Tonight's much lauded and hyped relaunch of the night tube is meant to another step in London's rebuilding.

It's particularly important to the night time economy and the West End in particular.

So a half-cocked launch with a reduced service is pretty embarrassing both for London Underground and the Mayor.

Ultimately they couldn't get the RMT Union on board with the new conditions and went ahead anyway.

Businesses will hope a resolution is quick and this doesn't hang over the whole a Christmas period.
Typical lack of joined up thinking between reporting on this and whats happening with the pandemic.
 
I am just home from the supermarket. About 50% of people were wearing masks, the majority that were not were builders.
 
I am just home from the supermarket. About 50% of people were wearing masks, the majority that were not were builders.
Builders, they love it dont they?, the more it scares/winds up others the more of a buzz they get, fucking knuckle draggers
 
commute yesterday was back to pre-covid normal levels of extremely busy on tube and train. was surprised that mask wearing seemed to be back up to 95% ish, certainly on the tube.
 
I'm pleased but not surprised, I would have been more surprised and horrified if there hadnt been an obvious, rapid change to these sorts of behaviours.

Fatigue is real but it is grossy overstated, not least by those seeking to justify slow and limited government response. Whitty for example is often caught between a rock and a hard place due to the nature of his role and the governments crappy preferences, but he too readily falls back on fatigue and non-compliance excuses in order to try to square the circle.
 
It's been compulsory on the tube right through though - so nothing has changed as far as the rules about what you're supposed to do on the tube are concerned.

But for whatever reason, the fact that it's now compulsory on all transport seems to have changed some people's minds about what they should do on this one particular mode. Sort of interesting.
 
UK authorities havent relied on formal enforcement and the threat of formal enforcement much at all in the grand scheme of things. Mood music, general and specific fears, press attention etc, are a huge driver of behavioural changes. Plus as we saw when mask compliance was eroding, people are driven by what they see others doing, so once momentum goes back in the other direction it ends up accelerating change.
 
Could you (or anyone) please post a link to the page where that info is available.
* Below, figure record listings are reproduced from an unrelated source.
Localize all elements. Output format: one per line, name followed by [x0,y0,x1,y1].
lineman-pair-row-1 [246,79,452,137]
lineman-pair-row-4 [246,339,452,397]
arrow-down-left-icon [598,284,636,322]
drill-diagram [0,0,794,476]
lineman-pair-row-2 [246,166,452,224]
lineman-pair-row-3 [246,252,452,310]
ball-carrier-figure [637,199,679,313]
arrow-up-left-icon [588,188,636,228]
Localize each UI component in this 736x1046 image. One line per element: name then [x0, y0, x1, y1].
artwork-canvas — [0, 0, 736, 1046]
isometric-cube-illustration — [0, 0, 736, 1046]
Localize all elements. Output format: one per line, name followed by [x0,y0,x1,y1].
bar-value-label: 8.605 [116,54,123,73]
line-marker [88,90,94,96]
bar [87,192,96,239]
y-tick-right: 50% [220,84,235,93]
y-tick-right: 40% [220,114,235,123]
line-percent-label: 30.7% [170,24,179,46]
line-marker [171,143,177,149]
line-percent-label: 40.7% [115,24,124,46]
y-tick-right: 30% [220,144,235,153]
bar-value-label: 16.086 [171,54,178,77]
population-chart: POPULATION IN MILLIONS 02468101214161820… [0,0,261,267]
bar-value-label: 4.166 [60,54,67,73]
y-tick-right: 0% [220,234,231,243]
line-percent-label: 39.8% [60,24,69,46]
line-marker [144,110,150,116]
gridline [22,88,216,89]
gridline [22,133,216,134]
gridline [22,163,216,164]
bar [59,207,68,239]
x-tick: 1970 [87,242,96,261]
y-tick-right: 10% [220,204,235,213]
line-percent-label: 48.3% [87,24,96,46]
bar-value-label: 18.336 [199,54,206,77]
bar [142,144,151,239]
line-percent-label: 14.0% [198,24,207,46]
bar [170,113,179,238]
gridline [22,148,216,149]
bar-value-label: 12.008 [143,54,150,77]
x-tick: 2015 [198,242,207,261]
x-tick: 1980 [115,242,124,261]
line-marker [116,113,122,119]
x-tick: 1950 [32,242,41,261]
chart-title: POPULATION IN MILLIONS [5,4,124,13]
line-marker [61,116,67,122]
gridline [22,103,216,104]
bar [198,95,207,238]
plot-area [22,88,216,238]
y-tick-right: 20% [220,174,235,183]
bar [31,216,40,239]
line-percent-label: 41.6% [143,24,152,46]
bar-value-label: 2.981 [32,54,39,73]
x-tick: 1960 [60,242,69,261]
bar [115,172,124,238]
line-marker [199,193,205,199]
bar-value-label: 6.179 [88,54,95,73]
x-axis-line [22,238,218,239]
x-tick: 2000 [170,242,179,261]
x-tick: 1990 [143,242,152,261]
I thought I had saved the link, but can't now find it.

There is an interactive map on the UK dashboard that starts to show that sort of level of detail when you zoom in on the map sufficiently.


In terms of the image in the post you mention, the font used for the title makes me think Daily Mail graphic. For all their ridiculous, deranged and dangerous output in this pandemic, they are also massively into producing rather large quantities of graphical illustrations of pandemic data.
 
There is an interactive map on the UK dashboard that starts to show that sort of level of detail when you zoom in on the map sufficiently.


In terms of the image in the post you mention, the font used for the title makes me think Daily Mail graphic. For all their ridiculous, deranged and dangerous output in this pandemic, they are also massively into producing rather large quantities of graphical illustrations of pandemic data.
Thanks, that's the page I was after.

I see they now include info on vaccinations, which is new since the last time I looked.